Digital Legacy Account Access Scams on Facebook
Scammers exploit Facebook's memorialisation and legacy contact features, contacting grieving families and offering to 'unlock' or 'transfer' a deceased relative's account for a fee.
Part of: Digital Legacy Account Access Scam
Last reviewed: 5 July 2026
Facebook allows a deceased user's profile to be memorialised or, in some cases, a designated legacy contact to manage limited settings. Because most families do not understand how this process actually works, scammers pose as helpers, recovery specialists, or even claim to represent Facebook itself, offering to speed up or unlock account access after a death in exchange for payment.
How this scam works on Facebook
After noticing an obituary, memorial post, or a flurry of condolence comments on someone's Facebook timeline, a scammer messages the grieving family member claiming to be a 'digital estate recovery agent' or platform support contact who can retrieve photos, messages, or account control on the family's behalf for a fee, sometimes framed as an 'account transfer service' or 'data recovery package.' They may also pose as a long-lost friend of the deceased offering to help navigate memorialisation requests, then ask for the family's own login details 'to verify the relationship,' which instead lets the scammer take over the grieving relative's account too.
In a related variant, the scammer sends a message appearing to come from Facebook support in response to a family's genuine memorialisation request, saying the request is 'stuck' and requires a processing fee or identity verification payment via gift card or transfer to proceed, something the real platform never charges for.
Common red flags
- Unsolicited messages after a public death announcement offering paid help with account access
- Requests for the family's own Facebook password or verification code, not just documentation about the deceased
- Any request for payment to memorialise an account or grant legacy contact access, which is a free process
- Contact from an account with no shared friends, a recently created profile, or a generic support-style name
- Pressure to act quickly because the account will 'otherwise be deleted permanently'
- Links to pages outside facebook.com asking for login credentials
How to protect yourself
- Use Facebook's own official memorialisation request or legacy contact tools directly through facebook.com, never a third party
- Never share your own or the deceased's password with anyone claiming to offer 'faster' processing
- Verify any message claiming to be from Facebook support through the platform's official Help Centre, not by replying to the message
- Ignore payment requests entirely, memorialisation, legacy contact access, and content download requests are free
- Warn other grieving family members in the same period, scammers often target several relatives from one obituary
- Report and block suspicious profiles that reach out after a death is publicly posted
How to report it
- Use Facebook's in-app 'Report' function on the profile or message sending the request
- Report to Action Fraud (UK) at actionfraud.police.uk, the FTC at reportfraud.ftc.gov (US), or your local equivalent
- Report identity-verification payment demands to your bank if any payment was made
- Alert other family members privately so they do not respond to similar messages
Frequently asked questions
Does Facebook ever charge to memorialise an account?
No, memorialising an account or activating legacy contact features is free, and any message asking for payment to do this is fraudulent.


**EXERCISE GOAL**
When you reach the line that contains "Identify window location as a bounding box." below, transcribe it and each line after it word for word to the end of the records, omitting pictures.

**LISTED RECORDS**
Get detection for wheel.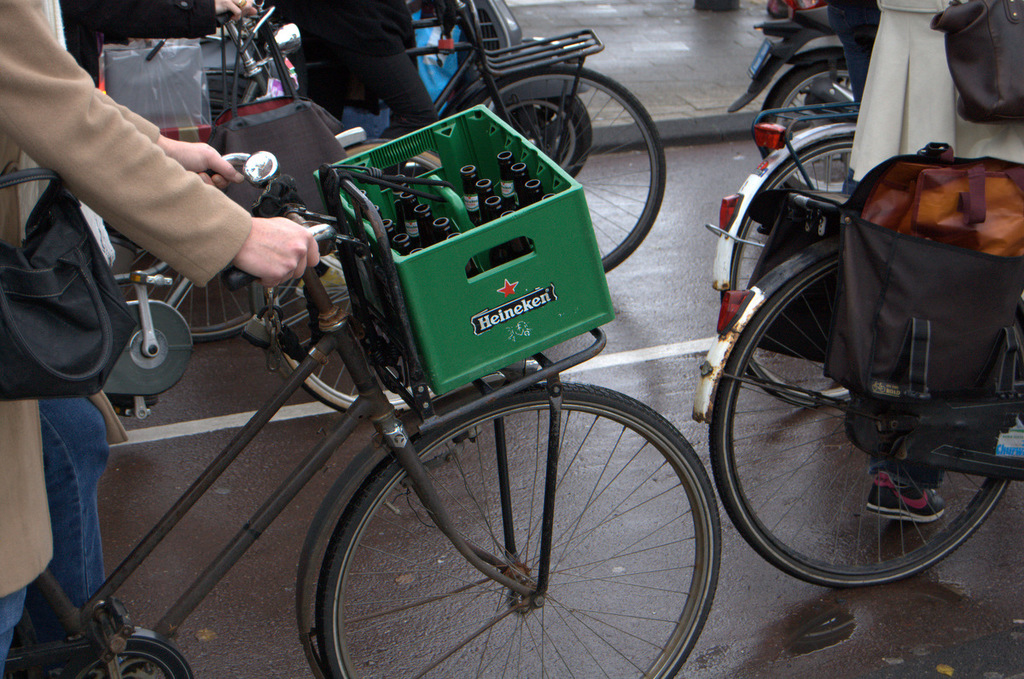
Detection: bbox=[208, 90, 252, 126].
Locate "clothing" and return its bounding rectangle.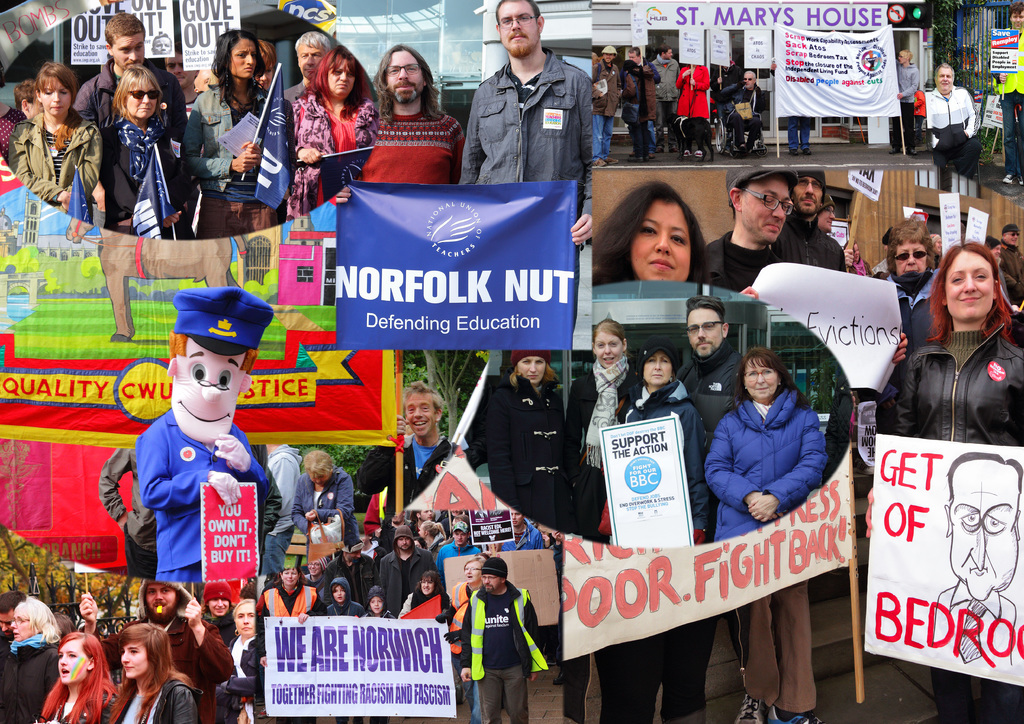
bbox=(782, 117, 810, 154).
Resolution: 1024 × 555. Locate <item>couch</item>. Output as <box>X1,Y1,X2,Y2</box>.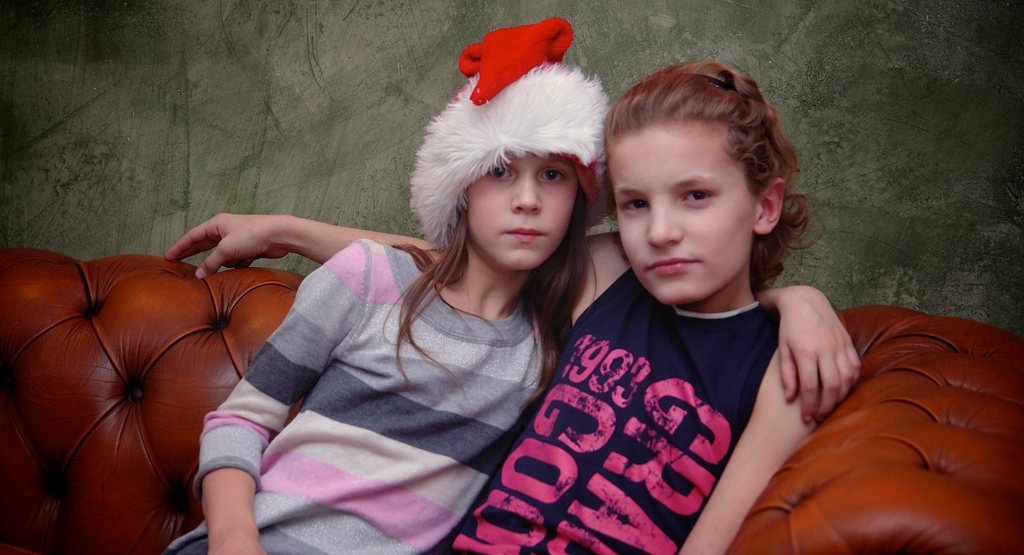
<box>0,246,1023,554</box>.
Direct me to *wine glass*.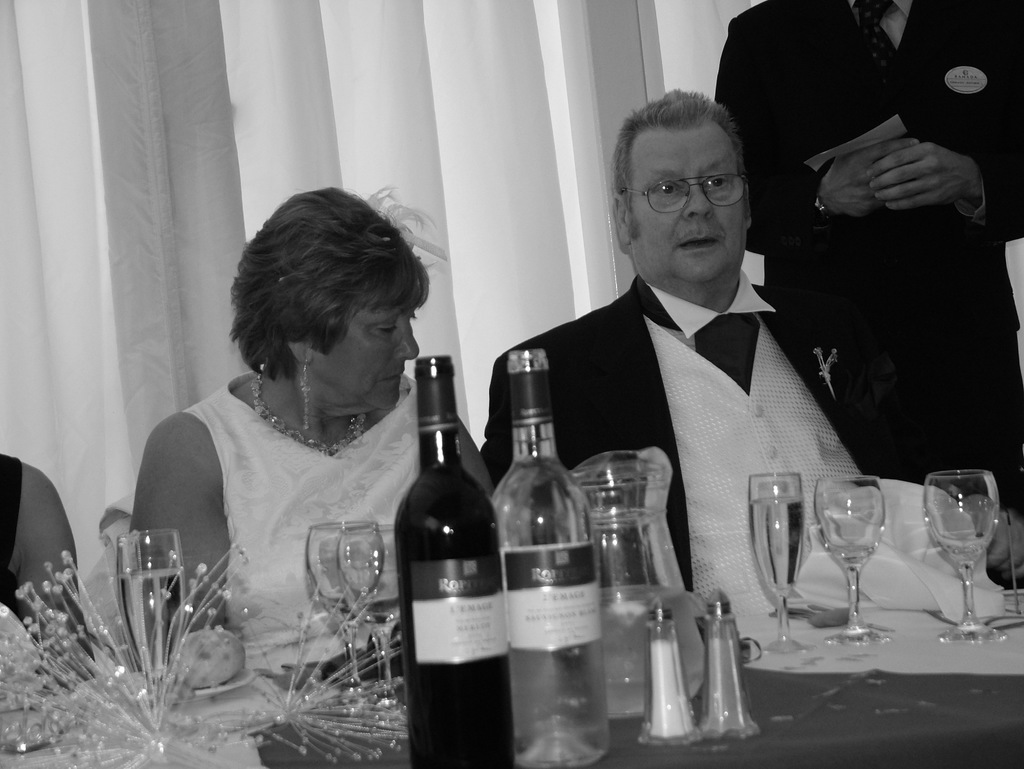
Direction: 116, 532, 180, 725.
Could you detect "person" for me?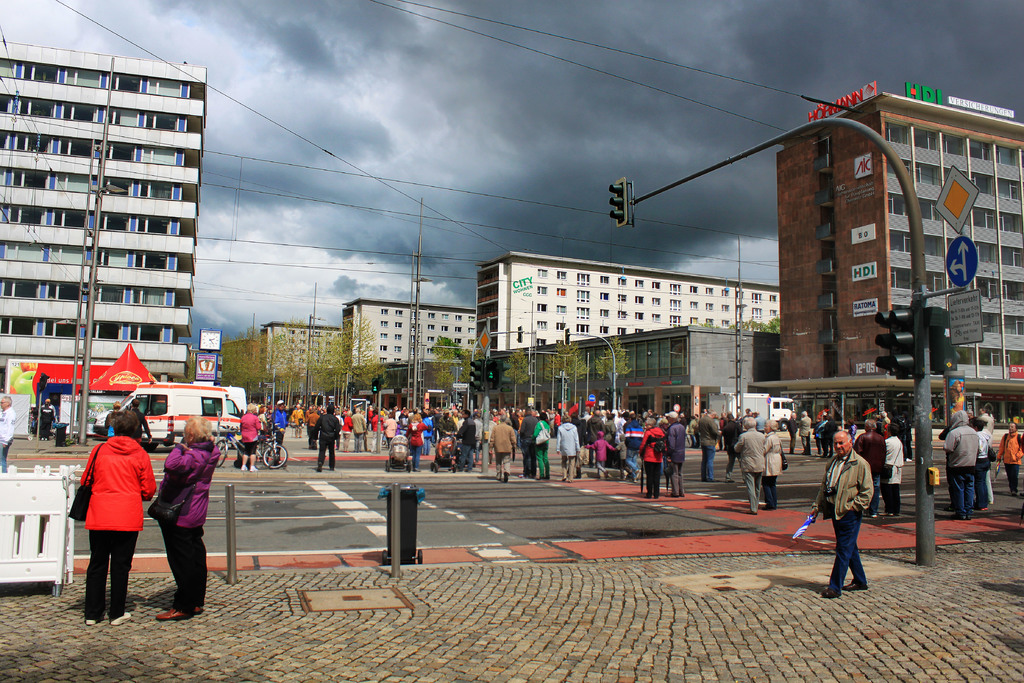
Detection result: left=404, top=411, right=424, bottom=473.
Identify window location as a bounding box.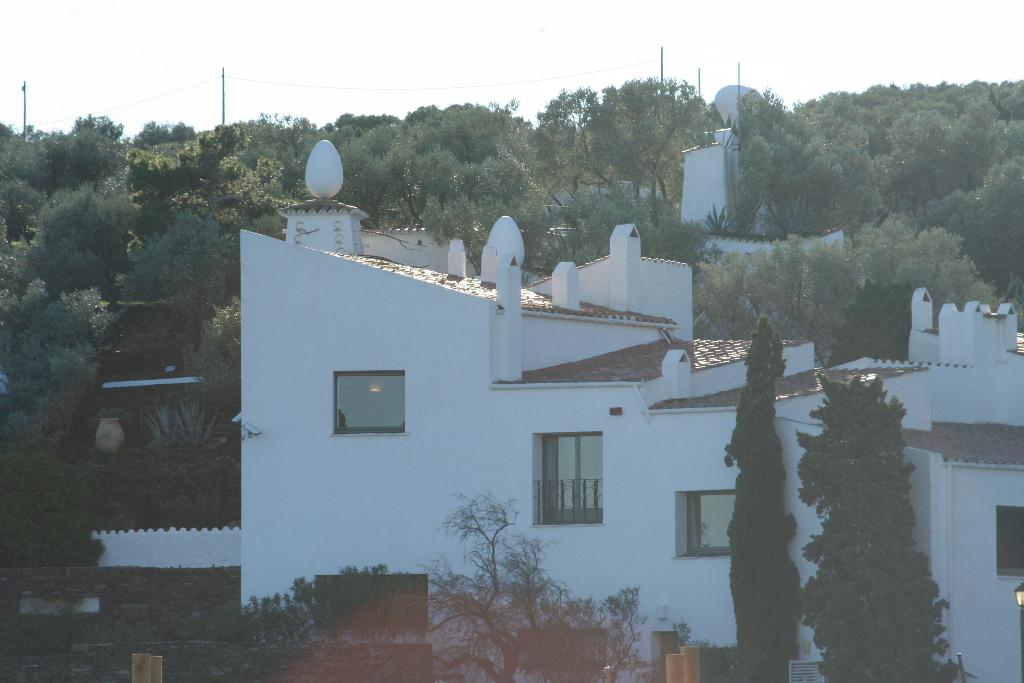
bbox(681, 487, 742, 564).
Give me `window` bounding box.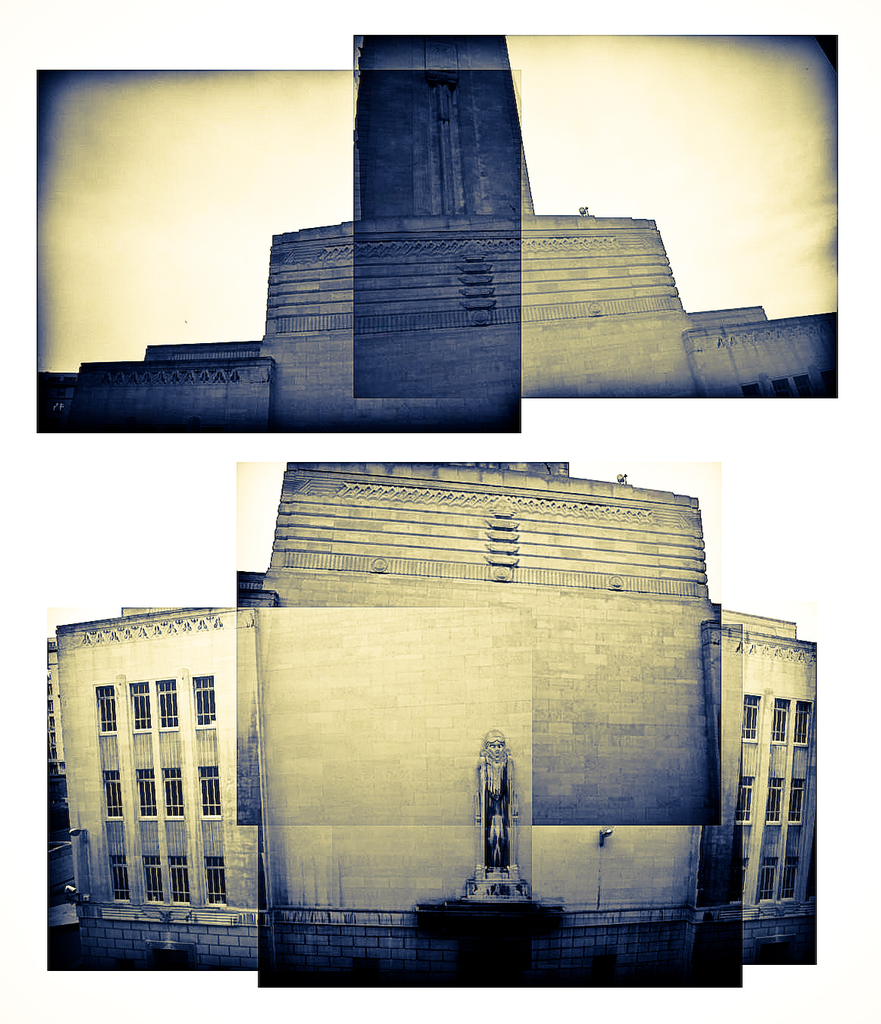
[x1=195, y1=766, x2=221, y2=817].
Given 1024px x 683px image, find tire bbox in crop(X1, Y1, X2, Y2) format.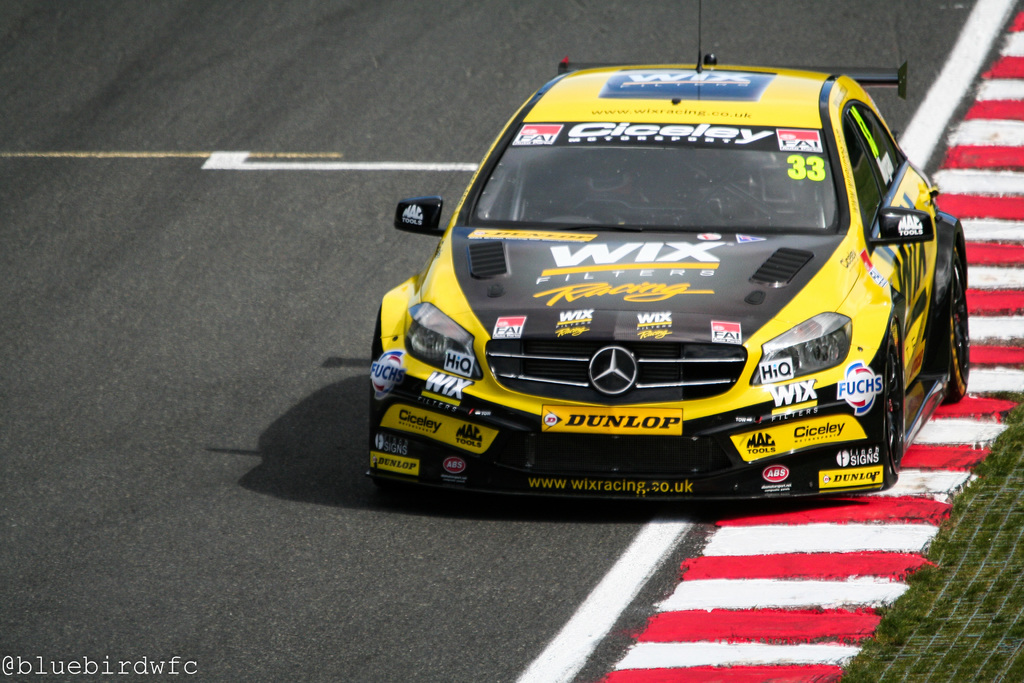
crop(871, 335, 902, 484).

**FINAL ANSWER**
Identify window location as a bounding box.
bbox(681, 487, 742, 564).
Give me `window` bounding box.
[x1=195, y1=766, x2=221, y2=817].
Given 1024px x 683px image, find tire bbox in crop(X1, Y1, X2, Y2) format.
crop(871, 335, 902, 484).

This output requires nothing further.